On the authentic side, speakers explicitly state how the land was stolen, and give support to the fight for restitution. On the perfunctory side, they give lip service to “the traditional custodians of the land” in the same tone a flight attendant uses to tell passengers where the emergency exits are.
In America, the conventional idea is that to counter white supremacists, rapacious capitalists, and perpetuators of hate speech who were emboldened by the election of the dog-whistling Donald Trump, it’s necessary to champion broader traditions.
Somehow, this thinking goes, we have to come up with traditions and rituals that acknowledge the suppurating sins of colonialism and slavery. Somehow we need to “devise a new ritual for commencing our public events [like football games], one that recognizes the marginalized among us, simultaneously celebrating their traditions and keeping alive a more accurate story of our origin.”
While I sympathize with the sentiment, I question whether it is anything more than that. It assumes that traditions and rituals are central to our existence as human beings, that they define us as people, and that the past can be encompassed and put right through them.
That isn’t a valid and viable approach, but a superficial reaction that fails to understand the nature of tradition, and fails to see the unprecedented challenge the present world poses to culture as humans have known it for thousands of years.
Rather than vainly try to create inclusive traditions and rituals that acknowledge the wrongs of the past, don’t we need to emotionally grasp the fact that tradition itself has become essentially a dead weight, drowning humanity?

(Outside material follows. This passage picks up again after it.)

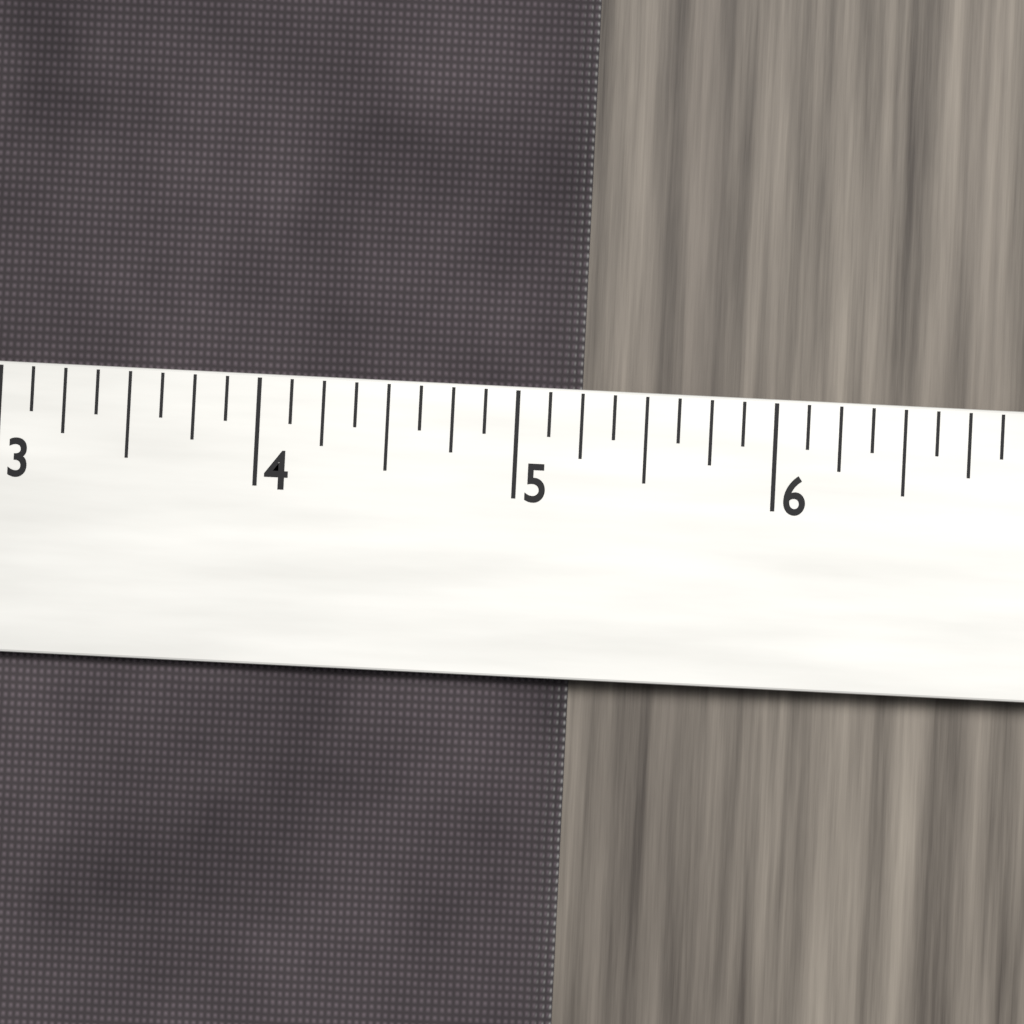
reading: 5.250 (no unit)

Just what is tradition? Isn’t it the distillation and largely implicit acceptance of the beliefs, norms and values of a people, laid down over time? Aren’t traditions cohesive patterns of thinking and behavior specific to a given people, incomprehensible to those who aren’t members of a
given culture, or even by subjugated groups of people within a given culture?
Imagine yourself suddenly transported to a relatively intact Maasai village in Tanzania, a place where cellphones haven’t penetrated, if there is such a place. Let’s say you’ve studied hard and become a Ph.D. anthropologist, and have learned the Maasai dialect and studied their culture. Would you understand and feel at home in that village?

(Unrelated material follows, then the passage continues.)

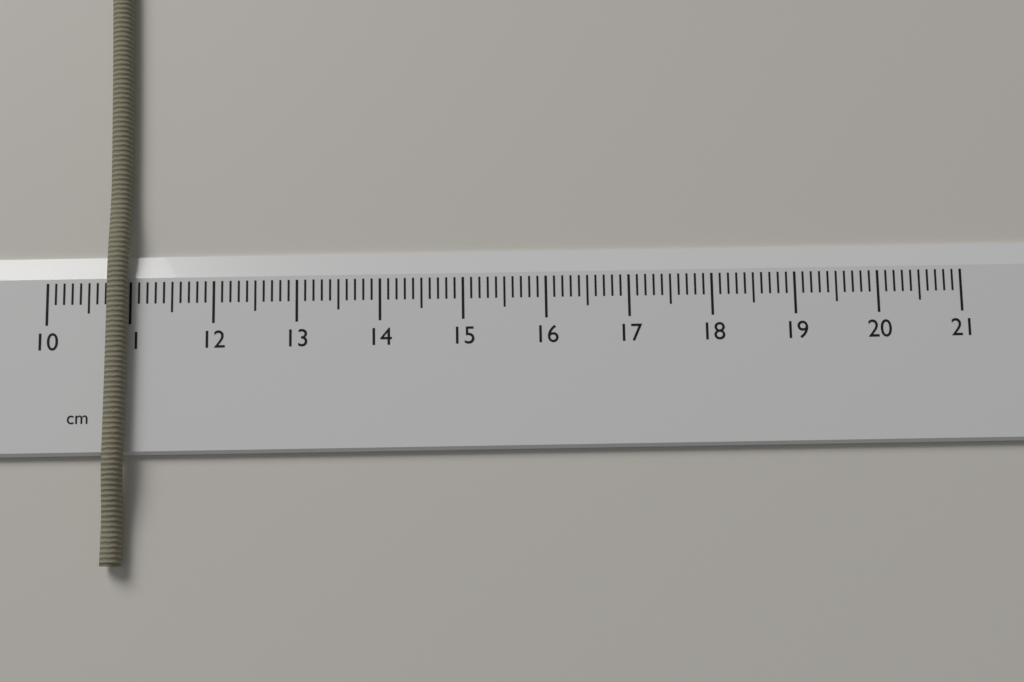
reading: 11.0 cm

Of course not, since the only way one can understand and appreciate a people’s traditions is to live with them and be immersed in their culture for a long time.
Once gone, traditions are gone. The implicitly accepted traditions of America, which always had shallow roots, are no longer cohesive, coherent or even recognizable. They can’t be patched together from fragments of peoples that have been kept down and marginalized, without the dominant group believing they are being put down and marginalized, and adopting a sense of grievance and victimhood. This is a key dynamic that gave rise to Trumpism.
Again, traditions and rituals are, or rather were slowly and mostly subconsciously made out of whole cloth of a cohesive culture, not stitched together from pieces of peoples’ pasts. This is the great flaw in surface notions of diversity, and the underlying reason multiculturalism is failing all over the world.
The conservative’s reaction is to say that we must reinvigorate our old traditions, since they are what made us (as in, ‘us vs. them’) a great nation. But their program only accelerates the erosion of traditions, which were implicitly held not explicitly imposed. And it contributes to the authoritarianism that is ascendant in America and around the world.
In short, modern society erodes traditions, and multiculturalism makes mincemeat out of them. Tradition itself has become, like other artifacts of humankind’s past, an anthropological relic.
The accumulation of scientific knowledge is one thing, the psychological accretions of the past another. The latter are the chains that enslave us as human beings. The accretions of the past, whether in the individual as memory, or in a people as tradition, are antithetical to human freedom.
In an intermingling global society, it has become imperative for the individual and the human species to move beyond symbolic man to a new stage of human being. One based not on tradition and ritual but on growing and cooperating in the creativity of direct perception and insight.